Why it's so difficult for the US to offer a full apology
| WASHINGTON
To many Americans watching from their living rooms, the US-China word war sounds disconcertingly like a sandbox spat between schoolchildren.
"Apologize."
"Won't do it."
"Will too."
"Won't."
Yet behind a seemingly puerile clash driven by big power egos and the imperative of "saving face," the United States has important legal and strategic reasons for refusing to offer a full apology.
Legally, a full apology would be tantamount to Washington accepting culpability for the April 1 collision between a US spy plane and Chinese fighter jet, whereas US officials assert the US Navy crew did nothing wrong.
"To apologize is an admission of guilt, and we are not guilty," says James Lilley, who served as ambassador to China under the first Bush administration.
Such an admission of fault, in turn, would legitimize demands from Beijing that Washington provide compensation for the lost Chinese fighter jet and pilot. It would also allow China to argue that it has a right to keep the US Navy EP-3 surveillance plane as "found property," experts say.
Strategically, a US apology would strengthen China's hand in pressing Washington to stop its reconnaissance flights in the South China Sea and other border areas. "It would undercut the rationale for continuing the surveillance flights that take place in international waters," says Bruce Dickson, an Asia expert at George Washington University. "It would be hard for us to refuse Chinese demands to stop the flights."
Politically, too, a US apology would have implications for the Bush administration's relations with Beijing that go beyond what most Americans think of as a simple, "We're sorry." "The Chinese make a big deal out of apologies," says Doug Paal, president of the Asia Pacific Policy Center here and a leading Republican China-watcher. "Forcing people to apologize in China is a big part of winning, of overcoming your adversaries."
As such, an apology would imply a political victory by Beijing in its first test of the newly installed Bush government, perhaps setting the tone for the next four years.
Culturally, there is also a sense of kow-towing submission that accompanies apologies in China. "You are asking both forgiveness and lenience of the person you apologize to, and to the United States, that is inappropriate," Mr. Dickson says.
Yet despite Washington's refusals, China's leaders are adamant in insisting upon an apology, both to quench feelings of victimization among China's people, and to satisfy hard-liners within the Communist Party and military who oppose close US-China ties.
China's leaders are also still smarting from 1993, when the US refused to apologize after it stopped the Chinese vessel Yin He and searched it for poison gas but found nothing. The upshot could be a longer standoff than anyone initially predicted.
China, accustomed to working in its own, slow fashion, has miscalculated the growing public outrage in America and the urgency with which United States wants its 24 crew members released.
Indeed, some experts believe that the Chinese early demand for an apology was itself the product of a major miscalculation, with Chinese leader Jiang Zemin receiving distorted information about how the collision occurred from the Chinese military.
"This suggests a cover up by the military," Mr. Lilley says.
The best way out of the impasse would be to "seek truth from facts," says Lilley, citing a favorite saying of the late Chinese leader Deng Xiaoping, by authorizing a joint US-China military commission to investigate and report on the collision.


WHAT TO WORK ON. In the records below, find the lines that include "Plate" and copy each.

DATA FOR THE TASK section start

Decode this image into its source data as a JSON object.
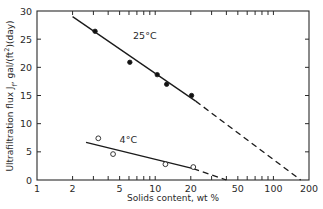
{
  "chart_data": {
    "type": "scatter",
    "title": "",
    "xlabel": "Solids content, wt %",
    "ylabel": "Ultrafiltration flux J_f, gal/(ft²)(day)",
    "ylabel_parts": {
      "pre": "Ultrafiltration flux J",
      "sub": "f",
      "post": ", gal/(ft",
      "sup": "2",
      "end": ")(day)"
    },
    "xscale": "log",
    "xlim": [
      1,
      200
    ],
    "ylim": [
      0,
      30
    ],
    "xticks": [
      1,
      2,
      5,
      10,
      20,
      50,
      100,
      200
    ],
    "xtick_labels": [
      "1",
      "2",
      "5",
      "10",
      "20",
      "50",
      "100",
      "200"
    ],
    "yticks": [
      0,
      5,
      10,
      15,
      20,
      25,
      30
    ],
    "ytick_labels": [
      "0",
      "5",
      "10",
      "15",
      "20",
      "25",
      "30"
    ],
    "grid": false,
    "series": [
      {
        "name": "25°C",
        "marker": "filled-circle",
        "points": [
          {
            "x": 3.1,
            "y": 26.4
          },
          {
            "x": 6.1,
            "y": 20.9
          },
          {
            "x": 10.4,
            "y": 18.7
          },
          {
            "x": 12.5,
            "y": 17.0
          },
          {
            "x": 20.3,
            "y": 15.0
          }
        ],
        "fit_line_solid": [
          {
            "x": 2.0,
            "y": 29.0
          },
          {
            "x": 22.0,
            "y": 14.0
          }
        ],
        "fit_line_dashed": [
          {
            "x": 22.0,
            "y": 14.0
          },
          {
            "x": 170,
            "y": 0
          }
        ]
      },
      {
        "name": "4°C",
        "marker": "open-circle",
        "points": [
          {
            "x": 3.3,
            "y": 7.4
          },
          {
            "x": 4.4,
            "y": 4.6
          },
          {
            "x": 12.2,
            "y": 2.8
          },
          {
            "x": 21.0,
            "y": 2.3
          }
        ],
        "fit_line_solid": [
          {
            "x": 2.6,
            "y": 6.7
          },
          {
            "x": 21.0,
            "y": 2.0
          }
        ],
        "fit_line_dashed": [
          {
            "x": 21.0,
            "y": 2.0
          },
          {
            "x": 40,
            "y": 0
          }
        ]
      }
    ],
    "annotations": [
      {
        "text": "25°C",
        "x": 6.5,
        "y": 25.0
      },
      {
        "text": "4°C",
        "x": 5.0,
        "y": 6.5
      }
    ]
  }
}
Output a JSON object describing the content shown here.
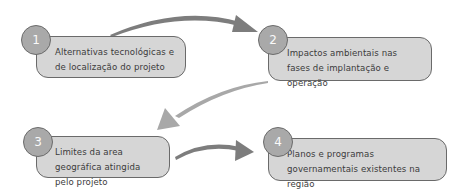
{
  "diagram": {
    "title": "",
    "steps": [
      {
        "number": "1",
        "label": "Alternativas tecnológicas e de localização do projeto"
      },
      {
        "number": "2",
        "label": "Impactos ambientais nas fases de implantação e operação"
      },
      {
        "number": "3",
        "label": "Limites da area geográfica atingida pelo projeto"
      },
      {
        "number": "4",
        "label": "Planos e programas governamentais existentes na região"
      }
    ],
    "connections": [
      {
        "from": "1",
        "to": "2"
      },
      {
        "from": "2",
        "to": "3"
      },
      {
        "from": "3",
        "to": "4"
      }
    ],
    "colors": {
      "box_fill": "#d6d6d6",
      "circle_fill": "#a9a9a9",
      "border": "#6a6a6a",
      "arrow": "#7a7a7a",
      "text": "#3b3b3b"
    }
  }
}
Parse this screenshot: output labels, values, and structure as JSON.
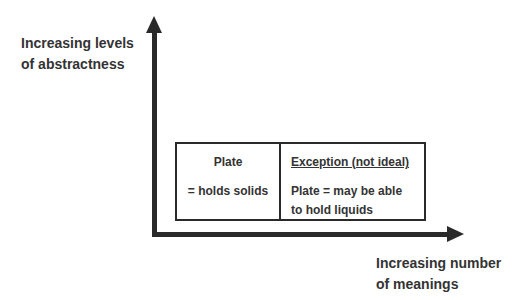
{
  "diagram": {
    "y_axis": {
      "label_line1": "Increasing levels",
      "label_line2": "of abstractness"
    },
    "x_axis": {
      "label_line1": "Increasing number",
      "label_line2": "of meanings"
    },
    "table": {
      "left": {
        "heading": "Plate",
        "body_line1": "= holds solids"
      },
      "right": {
        "heading": "Exception (not ideal)",
        "body_line1": "Plate = may be able",
        "body_line2": "to hold liquids"
      }
    },
    "colors": {
      "axis": "#2a2a2a",
      "text": "#333333",
      "background": "#ffffff"
    }
  }
}
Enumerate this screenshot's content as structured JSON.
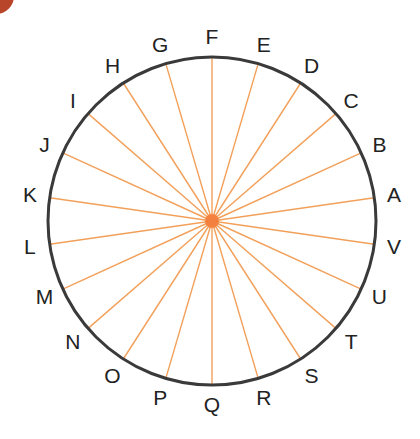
{
  "diagram": {
    "type": "circle-with-radial-spokes",
    "center": {
      "x": 212,
      "y": 221
    },
    "radius": 164,
    "label_radius": 184,
    "start_angle_deg": 8.1818,
    "direction": "counter-clockwise",
    "colors": {
      "circle": "#3a3a3a",
      "spokes": "#f2a05a",
      "hub": "#f47a3a",
      "labels": "#222222",
      "corner_blob": "#b8442a"
    },
    "points": [
      "A",
      "B",
      "C",
      "D",
      "E",
      "F",
      "G",
      "H",
      "I",
      "J",
      "K",
      "L",
      "M",
      "N",
      "O",
      "P",
      "Q",
      "R",
      "S",
      "T",
      "U",
      "V"
    ]
  }
}
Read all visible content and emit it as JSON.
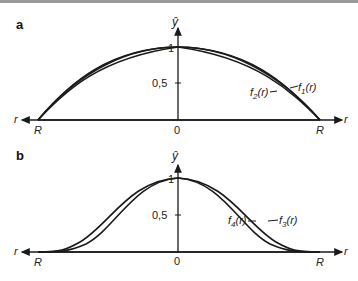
{
  "panels": [
    {
      "label": "a",
      "y_axis_label": "ŷ",
      "x_axis_label": "r",
      "ticks": {
        "y_one": "1",
        "y_half": "0,5",
        "origin": "0",
        "left": "R",
        "right": "R"
      },
      "curves": [
        {
          "name": "f1",
          "label_main": "f",
          "label_sub": "1",
          "label_arg": "(r)"
        },
        {
          "name": "f2",
          "label_main": "f",
          "label_sub": "2",
          "label_arg": "(r)"
        }
      ]
    },
    {
      "label": "b",
      "y_axis_label": "ŷ",
      "x_axis_label": "r",
      "ticks": {
        "y_one": "1",
        "y_half": "0,5",
        "origin": "0",
        "left": "R",
        "right": "R"
      },
      "curves": [
        {
          "name": "f3",
          "label_main": "f",
          "label_sub": "3",
          "label_arg": "(r)"
        },
        {
          "name": "f4",
          "label_main": "f",
          "label_sub": "4",
          "label_arg": "(r)"
        }
      ]
    }
  ],
  "colors": {
    "line": "#1a1a1a",
    "text": "#222222",
    "background": "#ffffff"
  }
}
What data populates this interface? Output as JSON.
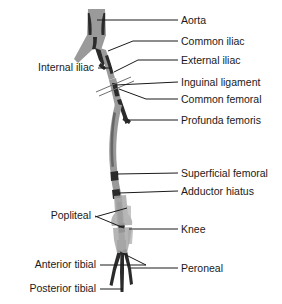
{
  "figure": {
    "background_color": "#ffffff",
    "vessel_color": "#9a9a9a",
    "vessel_shadow_color": "#2b2b2b",
    "bone_color": "#a8a8a8",
    "leader_color": "#1a1a1a",
    "text_color": "#1a1a1a"
  },
  "labels_right": [
    {
      "id": "aorta",
      "text": "Aorta",
      "x": 181,
      "y": 24
    },
    {
      "id": "common-iliac",
      "text": "Common iliac",
      "x": 181,
      "y": 45
    },
    {
      "id": "external-iliac",
      "text": "External iliac",
      "x": 181,
      "y": 64
    },
    {
      "id": "inguinal-ligament",
      "text": "Inguinal ligament",
      "x": 181,
      "y": 86
    },
    {
      "id": "common-femoral",
      "text": "Common femoral",
      "x": 181,
      "y": 103
    },
    {
      "id": "profunda-femoris",
      "text": "Profunda femoris",
      "x": 181,
      "y": 124
    },
    {
      "id": "superficial-femoral",
      "text": "Superficial femoral",
      "x": 181,
      "y": 177
    },
    {
      "id": "adductor-hiatus",
      "text": "Adductor hiatus",
      "x": 181,
      "y": 195
    },
    {
      "id": "knee",
      "text": "Knee",
      "x": 181,
      "y": 233
    },
    {
      "id": "peroneal",
      "text": "Peroneal",
      "x": 181,
      "y": 272
    }
  ],
  "labels_left": [
    {
      "id": "internal-iliac",
      "text": "Internal iliac",
      "x": 94,
      "y": 71
    },
    {
      "id": "popliteal",
      "text": "Popliteal",
      "x": 91,
      "y": 219
    },
    {
      "id": "anterior-tibial",
      "text": "Anterior tibial",
      "x": 96,
      "y": 268
    },
    {
      "id": "posterior-tibial",
      "text": "Posterior tibial",
      "x": 96,
      "y": 292
    }
  ]
}
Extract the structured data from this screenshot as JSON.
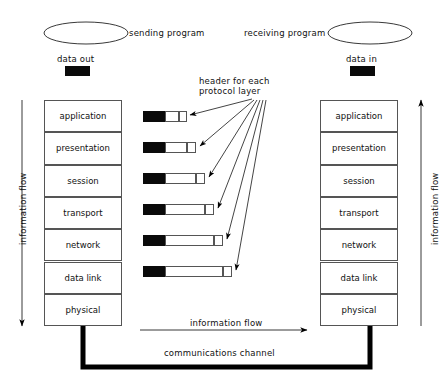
{
  "diagram": {
    "sending_program_label": "sending program",
    "receiving_program_label": "receiving program",
    "data_out_label": "data  out",
    "data_in_label": "data in",
    "header_note_line1": "header for each",
    "header_note_line2": "protocol layer",
    "information_flow_left": "information flow",
    "information_flow_right": "information flow",
    "information_flow_bottom": "information flow",
    "communications_channel_label": "communications channel",
    "colors": {
      "ink": "#000000",
      "box_stroke": "#555555",
      "header_fill": "#0a0a0a",
      "background": "#ffffff"
    },
    "layers_left": [
      {
        "label": "application"
      },
      {
        "label": "presentation"
      },
      {
        "label": "session"
      },
      {
        "label": "transport"
      },
      {
        "label": "network"
      },
      {
        "label": "data link"
      },
      {
        "label": "physical"
      }
    ],
    "layers_right": [
      {
        "label": "application"
      },
      {
        "label": "presentation"
      },
      {
        "label": "session"
      },
      {
        "label": "transport"
      },
      {
        "label": "network"
      },
      {
        "label": "data link"
      },
      {
        "label": "physical"
      }
    ],
    "packets": [
      {
        "layer": "application",
        "header_width": 22,
        "body_width": 14,
        "tail_width": 8,
        "total_width": 44
      },
      {
        "layer": "presentation",
        "header_width": 22,
        "body_width": 22,
        "tail_width": 9,
        "total_width": 53
      },
      {
        "layer": "session",
        "header_width": 22,
        "body_width": 31,
        "tail_width": 9,
        "total_width": 62
      },
      {
        "layer": "transport",
        "header_width": 22,
        "body_width": 40,
        "tail_width": 9,
        "total_width": 71
      },
      {
        "layer": "network",
        "header_width": 22,
        "body_width": 49,
        "tail_width": 9,
        "total_width": 80
      },
      {
        "layer": "data link",
        "header_width": 22,
        "body_width": 58,
        "tail_width": 9,
        "total_width": 89
      }
    ]
  }
}
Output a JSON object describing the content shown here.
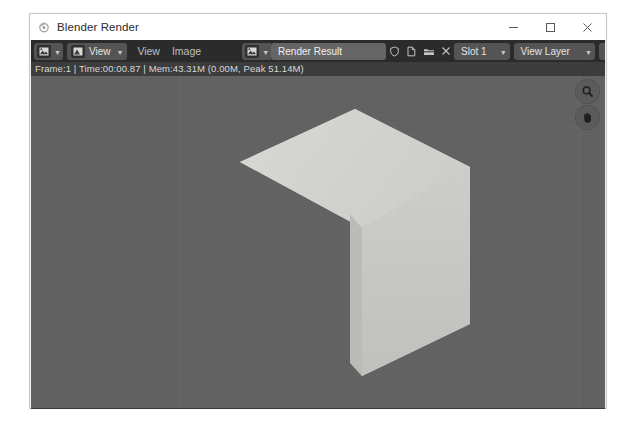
{
  "window": {
    "title": "Blender Render",
    "app_icon": "blender-icon",
    "controls": {
      "minimize": "minimize-icon",
      "maximize": "maximize-icon",
      "close": "close-icon"
    }
  },
  "header": {
    "editor_type_icon": "image-editor-icon",
    "view_mode_icon": "image-view-mode-icon",
    "view_mode_label": "View",
    "menus": [
      "View",
      "Image"
    ],
    "datablock": {
      "type_icon": "image-datablock-icon",
      "name": "Render Result",
      "fake_user_icon": "shield-icon",
      "new_icon": "new-image-icon",
      "open_icon": "open-folder-icon",
      "unlink_icon": "close-icon"
    },
    "slot": {
      "label": "Slot 1"
    },
    "layer": {
      "label": "View Layer"
    },
    "pass": {
      "label": "Combined"
    },
    "display_channels_icon": "display-channels-icon"
  },
  "stats": {
    "text": "Frame:1 | Time:00:00.87 | Mem:43.31M (0.00M, Peak 51.14M)",
    "frame": "Frame:1",
    "time": "Time:00:00.87",
    "mem": "Mem:43.31M (0.00M, Peak 51.14M)"
  },
  "gizmos": {
    "zoom_icon": "magnifier-icon",
    "pan_icon": "hand-icon"
  },
  "canvas": {
    "background_color": "#616161",
    "render_background_color": "#626262",
    "cube": {
      "top_face_color": "#d6d6d3",
      "right_face_color": "#c7c7c3",
      "front_face_color": "#bdbdb9",
      "description": "shaded cube render"
    }
  },
  "colors": {
    "titlebar": "#ffffff",
    "header": "#2b2b2b",
    "button": "#545454",
    "field": "#656565",
    "text_light": "#e4e4e4"
  }
}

DATA FOR THE TASK section end

RESULT OF THE TASK.
        "heading": "Plate",
        "body_line1": "Plate = may be able",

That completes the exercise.